A new hospital is being built in the middle of town. An immediate response might be "wonderful" or "about time" or " I hope the traffic doesn’t snarl up".
The next, more considered, response might be: what might the new hospital spawn or catalyse? How do we make the most of this huge capital injection? What are the risks to avoid and the opportunities to seize?
Answering those questions has been the role of the local advisory group, which was set up immediately after the 2017 general election. This group comprises the health system locally and centrally, leaders of the city and the region, Ngai Tahu, Waka Kotahi NZ Transport Agency, the University of Otago, Otago Polytechnic, Business South, Kainga Ora, representatives of Otago and Southland mayors, and anyone else who we think might add a bit of value.
The local advisory group has no budget, takes no formal decisions and exercises no authority. It is a clearing house, a forum to swap ideas and a safe place to shoot the breeze. If a plan of action seems sensible then it gets acted on by the relevant organisations. Some ideas work, some don’t.
From the outset the local advisory group, along with many others, has asked the question: how will we build such a large facility in a small city a long way from a large pool of labour? Of course, that question can be easily reframed from the opposite perspective: the Government is building us a new hospital. How do we maximise the economic and social benefit to local businesses and workers?
Progress is being made. The Government is funding a new trade training centre at Otago Polytechnic, due for completion next year. The Otago Chamber of Commerce, now Business South, hosted a group of businesses and agencies to research the labour supply and labour demand in the region. The response to that research was to establish a skills hub called Workforce Central Dunedin.
Workforce Central Dunedin is still in its infancy because construction of the first building, outpatients, has only recently begun. It has engaged with schools, firms, non-governmental organisations and government agencies across the region, to ensure that people know what skills are likely to be needed when, and to encourage people to consider construction as a career choice, especially underrepresented groups such as Maori and Pasifika business, the disability sector, or women.
A year from now we can expect Workforce Central Dunedin to be hard at it. There will be new hires to induct, in partnership with contractors or subcontractors; there will be identified skills shortages to address; and there will already be recruitment challenges and retention challenges. There will be career planning to facilitate, suicide prevention courses to arrange and leaders to identify and support. Local businesses will need to be supported, often just with timely information. Workforce Central Dunedin will need to think outside the square about engaging the prisoner or ex-prisoner workforce, and how to tap the casual student workforce.
Workforce Central Dunedin will work best if it partners for help with social agencies, government departments, local business and the main contractors. It is getting that help. To date there is no shortage of moral support, financial support, in kind or practical support.
For all that support, Workforce Central Dunedin will only ever be partly successful.
This is because, especially during the peak construction period on the large inpatients building, we expect we will have to import labour from the North Island, the Philippines, Ireland, wherever. To the extent we need to import workers we will need to be able to provide them with housing.
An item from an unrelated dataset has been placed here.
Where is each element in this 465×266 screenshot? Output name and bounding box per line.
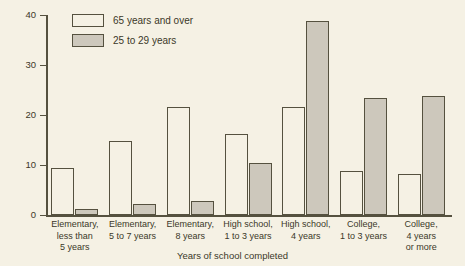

Of course, some of the workforce that the project will need is already living and working in Dunedin.
The University of Otago’s new Faculty of Dentistry (often known as the dental school) and the new Te Rangihiroa residential college in Albany St are recent construction projects, and there is the new ACC building and the Hillside redevelopment to complete in the next year or so.
If we can get this right we will have grown a construction workforce that will subsequently meet the needs of other local construction projects, especially at the university, or can help meet the specialist needs of other hospital builds elsewhere in New Zealand.
We will have introduced more women to construction, grown local businesses including Maori and Pasifika businesses, reduced the unemployment rate still further, reduced the recidivism rate at the prison and reduced the reliance on imported labour.